Indeed. Correctly stated.

There are clearly defined situations where a warrant is not necessary.

Well, unfortunately, not always clear, although sometimes clear. More often in the hard cases, it's downright fuzzy. Search and seizure law as a whole is really quite fuzzy apart from a few clear markers.

That is why, for example, the bag search on the subway is legal even though the NYPD does not have a warrant

Right, that was a "suspicionless" search, since having "reasonable suspicion" of wrongdoing can be enough to stop and frisk a suspect. Suspicionless searches are performed pursuant to a jurisprudence called "special needs searches".
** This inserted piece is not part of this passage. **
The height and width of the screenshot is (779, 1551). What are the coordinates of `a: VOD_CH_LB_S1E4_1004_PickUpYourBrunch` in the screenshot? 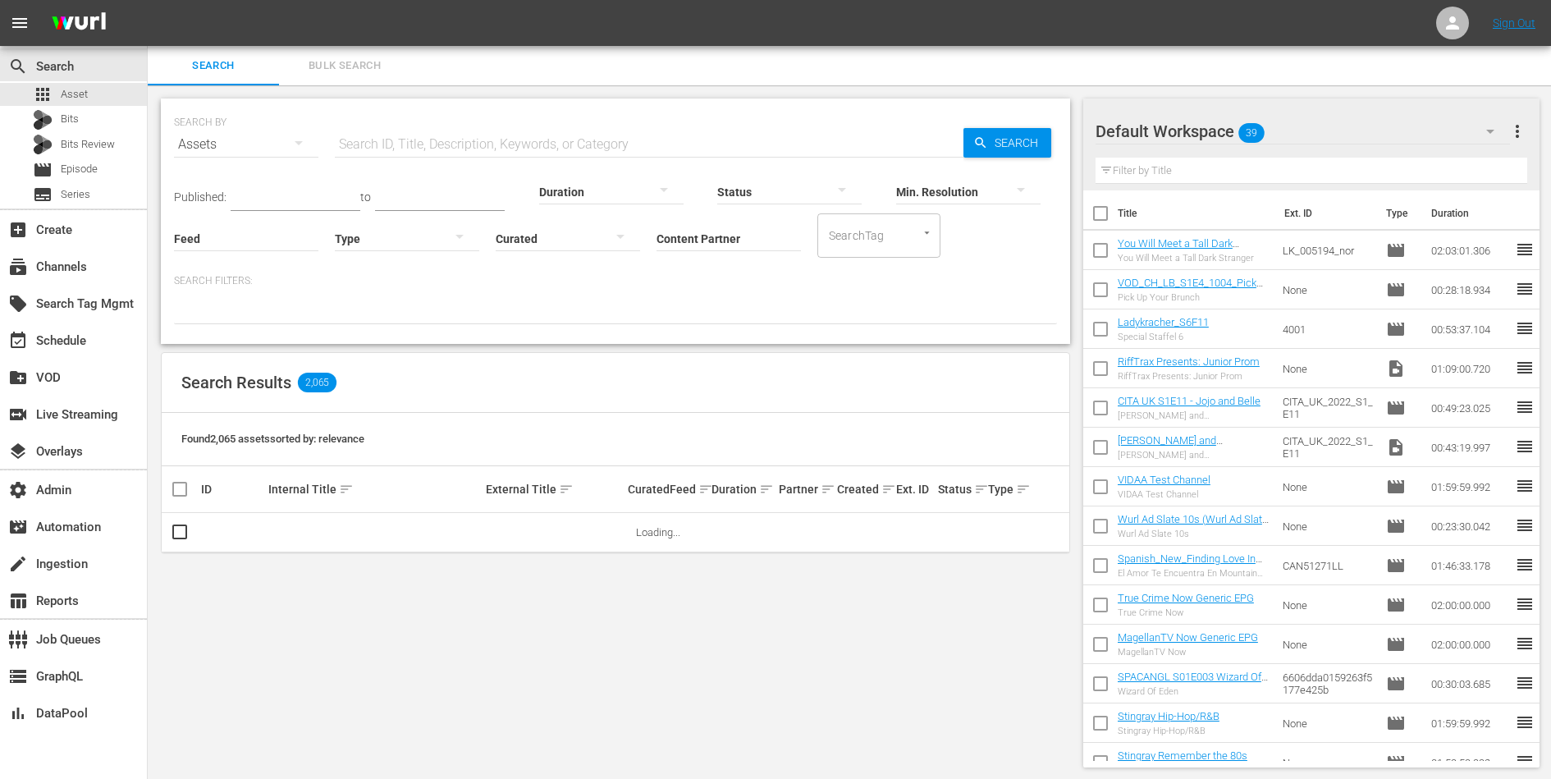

In the NYCT searches appeal, I thought that judges kinda bent over, to use the colloquial term, given the context. The evidence put up by the government that the search program is effective against terrorist attacks was just plain illogical, and I doubt the judges themselves actually believed it. There's no way that the City showed it was nearly as effective at deterring terrorist attacks via its program as, say, to rattle off some of the other special needs examples, border searches turn up illegal immigrants and contraband, or airport searches prevent (when properly conducted) importation of especially dangerous weapons on to aircraft. It's one thing to uphold a program that's doing its job, it's another thing to uphold a program that's basically conceded woefully inadequate in doing the job it's supposed to do. But the panel in that case - all three Democrats, as I recall - wasn't about to call the City's bluff. I think that's too bad, really, because courts really should not uphold ineffectual search regimes. Anyway, I thought the trial didn't focus enough on the empirical aspects of the case and on the question of whether the search program was more good PR than good policework.